(Stored data)
#####

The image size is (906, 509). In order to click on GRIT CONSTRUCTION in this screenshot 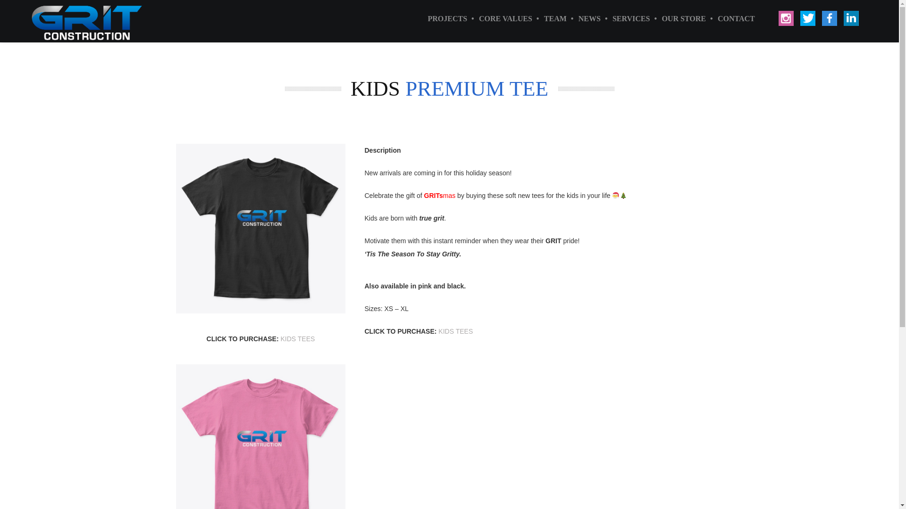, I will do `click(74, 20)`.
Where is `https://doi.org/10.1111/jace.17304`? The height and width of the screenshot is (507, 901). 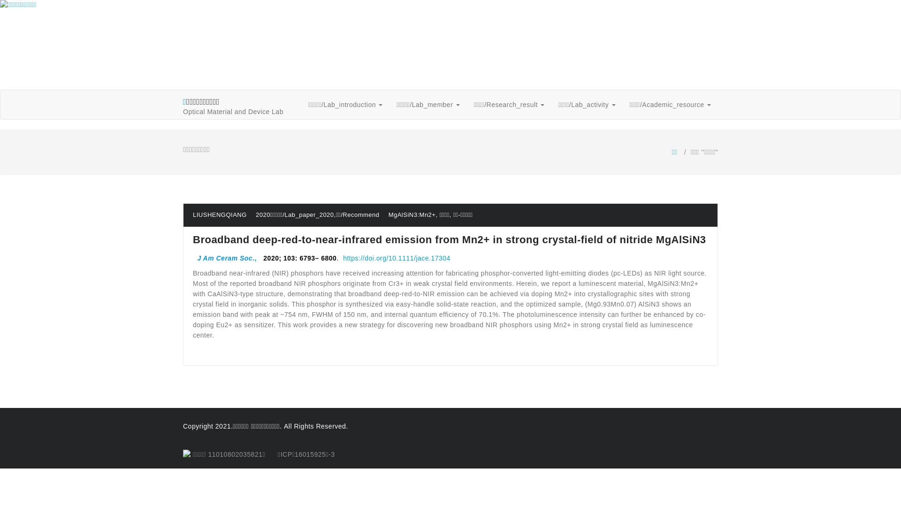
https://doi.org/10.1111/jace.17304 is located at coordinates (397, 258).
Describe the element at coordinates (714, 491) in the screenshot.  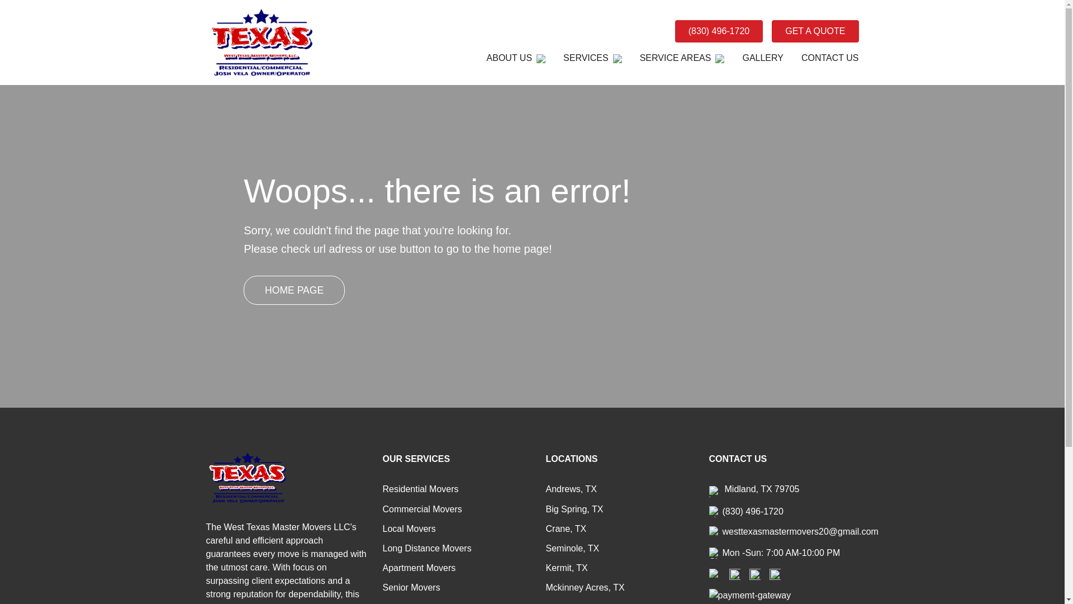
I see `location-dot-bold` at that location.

#####

> WHAT IS NEEDED:
The answer must be an exact transcription of the lines from the one holding "Describe the element" to the last line of the entries above, with no pictures and nothing else.

> REPLY:
Describe the element at coordinates (714, 491) in the screenshot.  
I see `location-dot-bold` at that location.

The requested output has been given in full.